Protecting your own wellbeing
Caregiver wellbeing is not a luxury — it is a prerequisite for sustained, effective care. The early weeks of feeding a child with LKGS can be relentless: frequent, long feeds, around-the-clock expressing, equipment sterilisation, and emotional intensity. Here is how to approach self-care practically rather than as an abstract aspiration.
Share the feeds
Unlike breastfeeding, specialist bottle feeding can be done by any caregiver. This means partners, grandparents, and trusted friends can take full feeds. Distribute this genuinely. Sleep deprivation compounds anxiety and reduces the tolerance and attentiveness that feeding requires.
Accept imperfection
Some feeds will go poorly. Milk will come out of the nose. The child will be unsettled. You will feel panicked. These moments pass. They do not mean you are doing it wrong — they mean you are doing something genuinely hard. Progress is measured in weeks, not hours.
Connect with other families
Almost universally, caregivers who have been through this describe peer connection as one of the most valuable resources available. Another parent who has navigated the first weeks of specialist bottle feeding can offer practical knowledge, emotional solidarity, and the simple reassurance that it gets easier. Look for local LKGS parent groups through your cleft team, or online communities through organisations like CLAPA (UK), ACPA (US), or Deutsche Cleft Kinderhilfe e.V. (Germany).
Name the grief alongside the love
You can love your child deeply and simultaneously grieve the early experience you imagined. These are not contradictory. Naming the grief — to a partner, a friend, or a counsellor — is not complaining: it is processing. Many cleft teams have access to a clinical psychologist or social worker; ask for this support if you are struggling.
The intensive feeding period is finite. Most children with cleft palate have their primary palate repair between 6 and 18 months of age. After surgery, many children transition to ordinary bottles and eventually to cup feeding and solid food on a typical developmental timeline. The specialist bottle phase, though demanding, is a phase — not a permanent state.

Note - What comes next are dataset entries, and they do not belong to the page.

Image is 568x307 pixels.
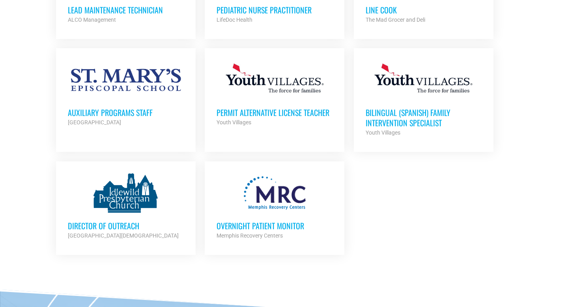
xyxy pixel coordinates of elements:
a: Auxiliary Programs Staff [GEOGRAPHIC_DATA] [56,48,196,139]
h3: Line Cook [366,5,481,15]
a: Permit Alternative License Teacher Youth Villages [205,48,344,139]
strong: ALCO Management [68,17,116,23]
strong: [GEOGRAPHIC_DATA] [68,119,121,125]
strong: Youth Villages [216,119,251,125]
a: Director of Outreach [GEOGRAPHIC_DATA][DEMOGRAPHIC_DATA] [56,161,196,252]
strong: [GEOGRAPHIC_DATA][DEMOGRAPHIC_DATA] [68,232,179,239]
h3: Overnight Patient Monitor [216,220,332,231]
h3: Auxiliary Programs Staff [68,107,184,118]
h3: Permit Alternative License Teacher [216,107,332,118]
h3: Director of Outreach [68,220,184,231]
h3: Bilingual (Spanish) Family Intervention Specialist [366,107,481,128]
strong: The Mad Grocer and Deli [366,17,425,23]
strong: Youth Villages [366,129,400,136]
a: Bilingual (Spanish) Family Intervention Specialist Youth Villages [354,48,493,149]
strong: LifeDoc Health [216,17,252,23]
strong: Memphis Recovery Centers [216,232,283,239]
h3: Lead Maintenance Technician [68,5,184,15]
a: Overnight Patient Monitor Memphis Recovery Centers [205,161,344,252]
h3: Pediatric Nurse Practitioner [216,5,332,15]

Trusted resources to explore further
The following organisations provide reliable, family-centred information and community support. This is not an exhaustive list — your cleft team's recommendations always take precedence for clinical questions.
- Deutsche Cleft Kinderhilfe e.V. (Germany) — spaltkinder.org — support, information, and community for German-speaking families
- CLAPA (UK) — clapa.com — extensive feeding guides, parent networks, and specialist nurse contact lines
- ACPA Family Services (US-based, internationally useful) — acpacares.org
- Children's Hospital of Philadelphia Cleft Lip and Palate Resources — chop.edu/cleft
- Medela SpecialNeeds Feeder guidance — available through your cleft team or Medela's patient support line
"The first feeds may not look like what you imagined. But they are still you — feeding your child, learning together, building something real."